RECOVER-E focused on large-scale implementation of community-based care models for people with severe and enduring mental illness.
UNIVERSITY CLINIC OF PSYCHIATRY
Skopje psychiatric clinic specialising in community mental health implementation research and psychotic disorder interventions in Southeast Europe.
Their core work
The University Clinic of Psychiatry (UCPS) in Skopje is a clinical institution providing specialist psychiatric care and conducting implementation research for mental health services. Their H2020 work centers on translating evidence-based psychiatric interventions into real-world clinical settings — specifically for people with severe, enduring mental illness and psychotic disorders. They contribute clinical expertise, patient access, and service delivery know-how to multinational implementation trials. As a hospital-based clinic in a non-EU Balkan country, they also provide research sites in an underrepresented region for European mental health studies.
What they specialise in
IMPULSE specifically tested an effective and cost-effective intervention for patients with psychotic disorders.
Both RECOVER-E and IMPULSE are implementation science projects, meaning UCPS contributes to studying how psychiatric services are delivered in practice, not just whether treatments work in labs.
UCPS operates in North Macedonia, making it a rare research partner providing access to a post-transition healthcare system context across both RECOVER-E and IMPULSE.

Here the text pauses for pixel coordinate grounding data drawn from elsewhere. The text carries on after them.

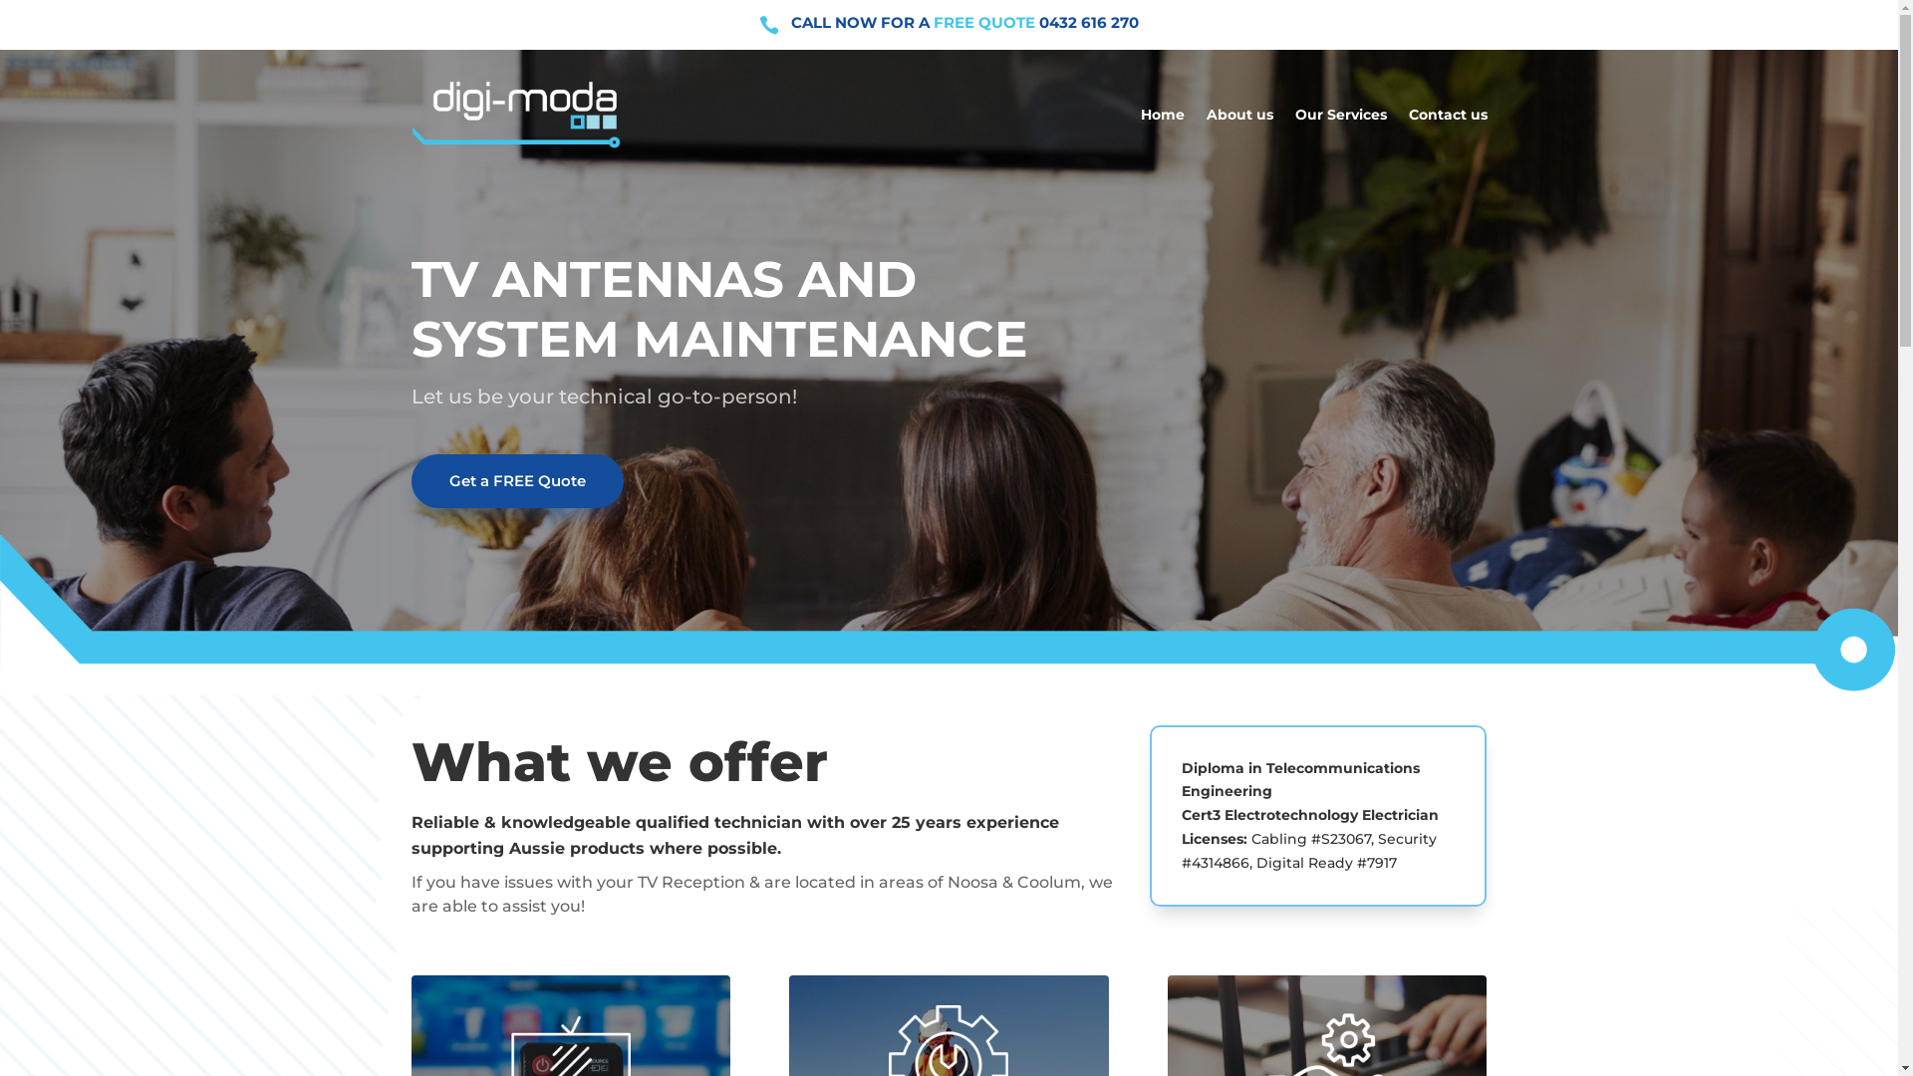 The width and height of the screenshot is (1913, 1076). I want to click on About us, so click(1239, 115).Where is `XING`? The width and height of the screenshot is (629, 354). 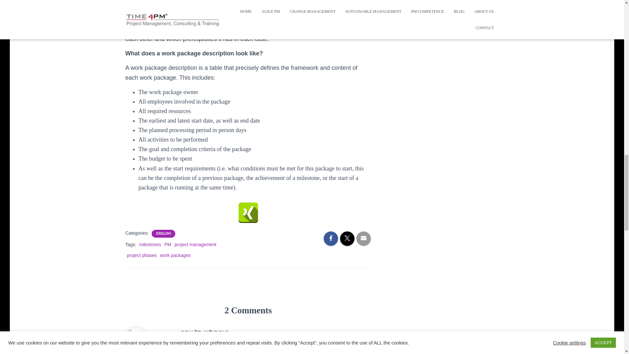 XING is located at coordinates (248, 212).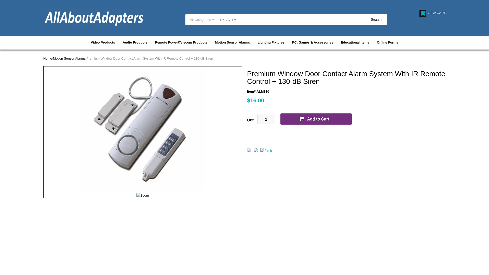 Image resolution: width=489 pixels, height=275 pixels. What do you see at coordinates (266, 119) in the screenshot?
I see `1` at bounding box center [266, 119].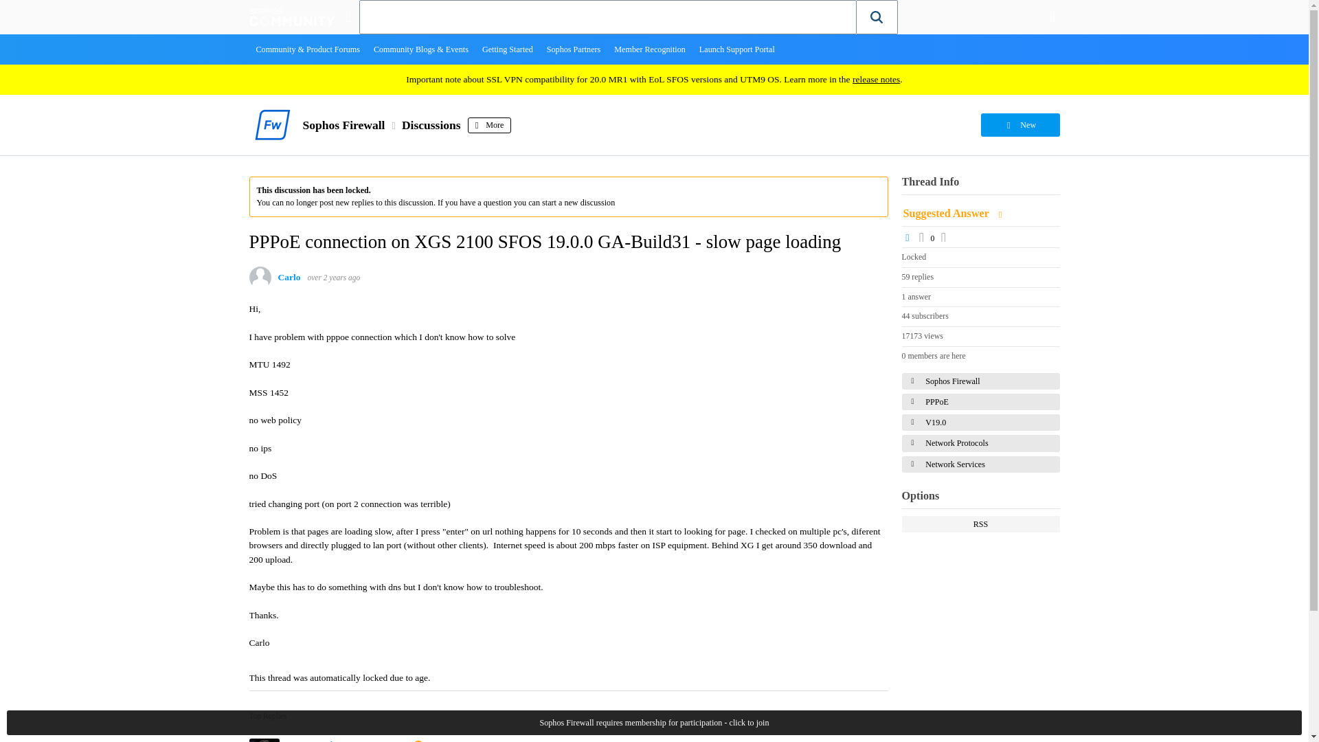 This screenshot has height=742, width=1319. Describe the element at coordinates (343, 125) in the screenshot. I see `Sophos Firewall` at that location.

How they've shifted over time
Both H2020 projects launched in 2018 and ran through 2021, so there is no temporal shift to analyze — UCPS entered the European research space with a clear and consistent focus on mental health implementation research from the start. The absence of keyword metadata and the identical timeframes mean it is not possible to detect whether their priorities have evolved. What can be said is that they entered EU-funded research as a specialist clinical partner, and their trajectory beyond 2021 is unknown from this dataset.
No directional shift can be confirmed from the available data — both projects began simultaneously in 2018, suggesting UCPS joined EU research as a focused clinical partner rather than a broadening research institution.
How they like to work
UCPS has participated exclusively as a partner, never leading a consortium, which is typical for clinical institutions that provide patient cohorts and service delivery sites rather than research coordination. Their 23 unique partners across 14 countries suggest they are embedded in large, geographically diverse implementation trials rather than tight bilateral collaborations. This profile — reliable clinical partner in multi-site trials — makes them a practical choice for consortia that need an operational psychiatric facility in Southeast Europe.
UCPS has built connections with 23 distinct consortium partners spanning 14 countries through just two projects, indicating they work within large, internationally distributed mental health research networks. Their geographic reach extends well beyond the Western Balkans, though their home country of North Macedonia gives them a distinctive regional position.
What sets them apart
UCPS is one of very few psychiatric clinical institutions from North Macedonia active in H2020, making them a strategically valuable partner for consortia that require research coverage in the Western Balkans or post-communist healthcare systems. Their direct patient-facing work in psychiatry gives them something many university research groups lack: real clinical caseloads and operational service delivery experience with severe mental illness. For projects requiring multi-country implementation sites — especially in underrepresented EU neighbourhood countries — UCPS fills a gap that is hard to replicate with Western European partners.
Highlights from their portfolio
- RECOVER-EThe larger of the two projects (EUR 294,082) and focused on large-scale community mental health implementation, likely involving multiple countries and health system reform — making it the flagship demonstration of UCPS's applied research contribution.
- IMPULSEFocused specifically on cost-effectiveness alongside clinical effectiveness for psychotic disorder interventions, a pairing that signals health economics relevance and real-world policy applicability.